The building was finally sold in 1889 to Bernard
Beinecke and his partner Joseph Hesdorfer. Beinecke’s life story read like
a Horatio Alger tale. An immigrant, he
began driving a butcher cart, eventually working up within the company. When he bought his employer’s business with Hesdorfer in 1872, the firm became Beinecke & Company. Before his death in 1932 the former butcher
cart driver would hold directorships in two banks and have helped to develop the Plaza
Hotel.
The sewing machine building was now used by Beinecke’s
butcher business for its delivery stables.
Bernard Beinecke addressed the blank half-circle in the pediment by
adding cast letters announcing “Beinecke & Co’s. Stables.”
The meat purveyors quickly established who owned the building -- photo by Alice Lum |
The Fire Patrol and the butcher stables coexisted
side-by-side through the turn of the century.
At some point the fire patrol building had been acquired by the Wagstaff
family who owned substantial amounts of real estate. On March 7, 1900 an auction of the Wagstaff
estate property was held and family member Mary A. Wagstaff purchased the
building for $33,500—about $750,000 today.
In reporting the sale the New-York Tribune noted that the building was “occupied
by Fire Patrol No. 3.;” an apparent typo.
Fire Patrol No. 2 shows off its dress uniforms and steam engine in 1904 -- photograph "The Tammany Times" December 24, 1904 (copyright expired) |
In 1907, the Patrol moved on to No. 84 West 3rd
Street and the New-York Tribune reported on the lease of “the entire building” by
“Colonel Alfred Wagstaff to Micheal W. Spelecy” for ten years. Spelecy and his wife, Kate Buckley, lived in
the building and leased space to various commercial tenants.
The ten-year lease was obviously renewed. Michael Spelecy died in the apartment here on
October 14, 1923 and his funeral was held in the building on Wednesday morning
at 10:00, October 17. Kate remained here
until at least 1929.
At that time there was at least one other residential
tenant, a Ford repair shop on the ground floor, and Louis Milstein’s
millinery-making shop in the building.
Milstein would find himself in hot water seven years later when the
61-year old hat maker was embroiled in the “ashcan hat” racket.
In 1936 the Millinery Stabilization Committee began a
crackdown on manufacturers who recycled used hats.
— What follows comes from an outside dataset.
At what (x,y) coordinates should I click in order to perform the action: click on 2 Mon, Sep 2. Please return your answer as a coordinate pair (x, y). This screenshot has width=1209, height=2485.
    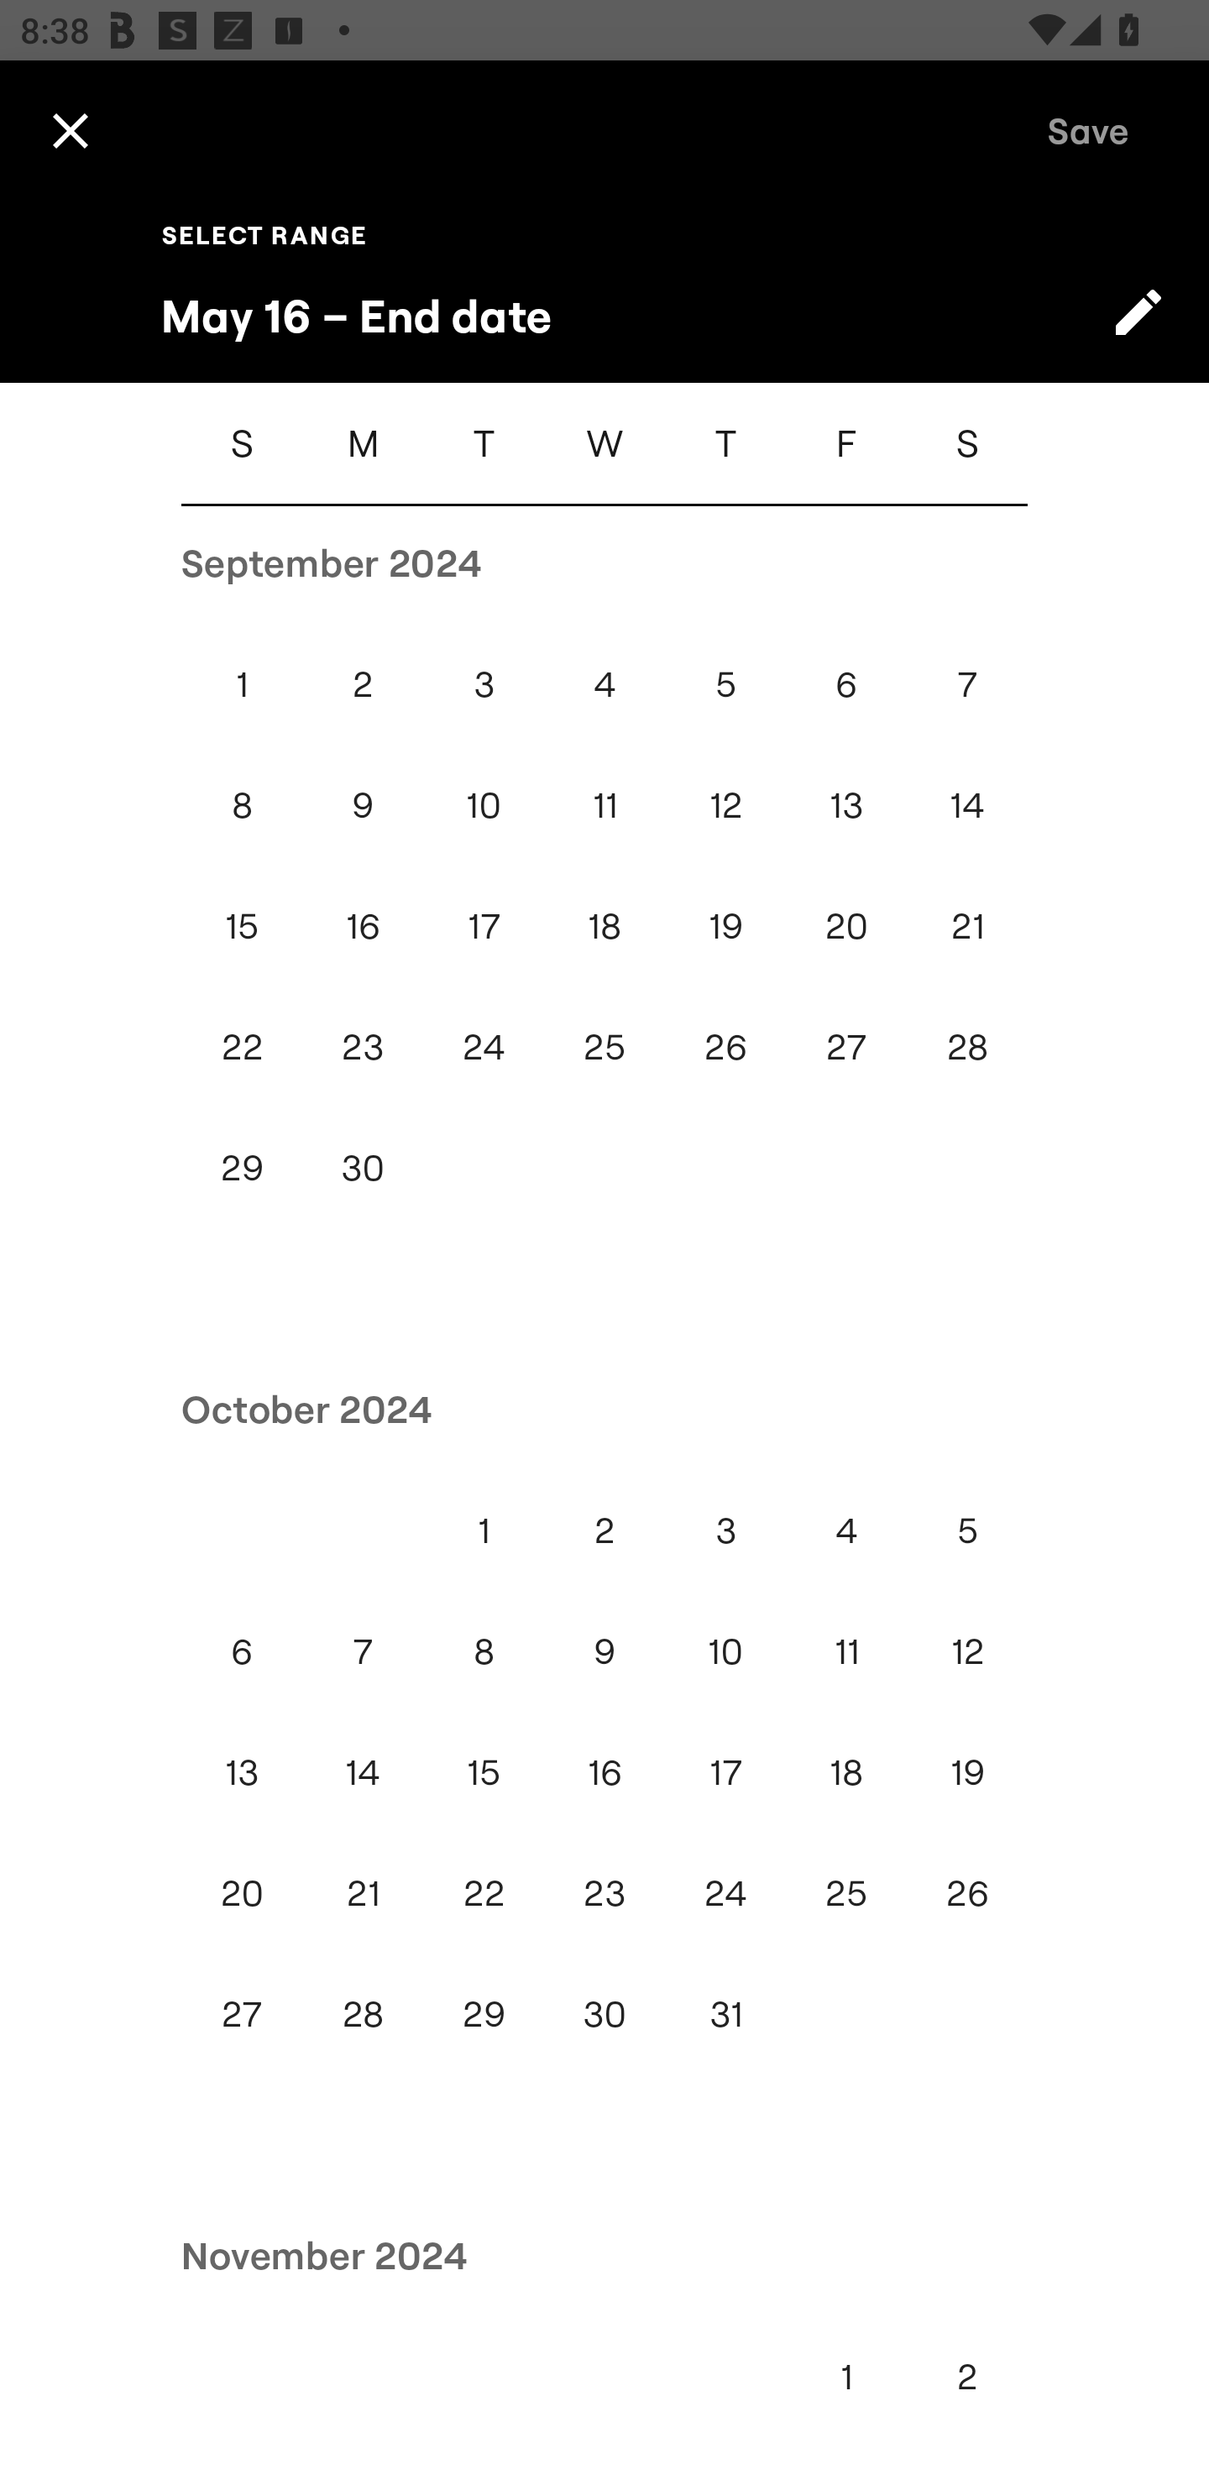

They would pay scavengers one to five cents
for hats and caps found in ashheaps and garbage cans, then rehabilitate them to
be sold as new. The New York Times
explained that “The law provides that when an old headpiece has been redyed,
reblocked or retrimmed and is offered for sale again, a printed linen tag
saying it is second-hand must be sewed inside.”
Some milliners sidestepped the label, garnering large
profits in doing so. Estimates were that
in New York City alone 1,200 dozen “ashcan hats” were being sold daily to
unsuspecting customers. On November 10,
1936 Louis Milstein was arrested from his shop at No. 31 Great Jones
Street. He pleaded guilty and was
charged a fine of $50.
In the meantime No. 33 was used by trucking firms and auto
repair companies. In 1945 the two
buildings were connected internally. After
moving into No. 31 in 1970, the Joseph Scott Trucking Company cleverly added
its name to the blind arch of the parapet—matching the old lettering that
Barnard Bienecke had applied next door in 1889; including the tongue-in-cheek "stables."
Few passersby would suspect that the lettering was added in 1970; not 1870 -- photo by Alice Lum |
In 1999 a restaurant, Five Points, opened in the former Fire
Patrol No. 2 stables. Where the company’s
five horses munched hay and oats, trendy NoHo patrons now munch on what New
York Magazine called “boldly passionate” Med-American food.
Prior to the paint job, the contrast between stone and brick was vivid. Note the delicate rope molding -- photo by Alice Lum |
The near-twin buildings have been slathered in barn red
paint, masking the once vivid contrast of red brick and stone trim; yet the
outward appearance of these two utilitarian structures is largely—and pleasantly--unchanged.
Sorry to hear about the passing of Joe Scot Jr. And the terrible racism facing his young wife and child.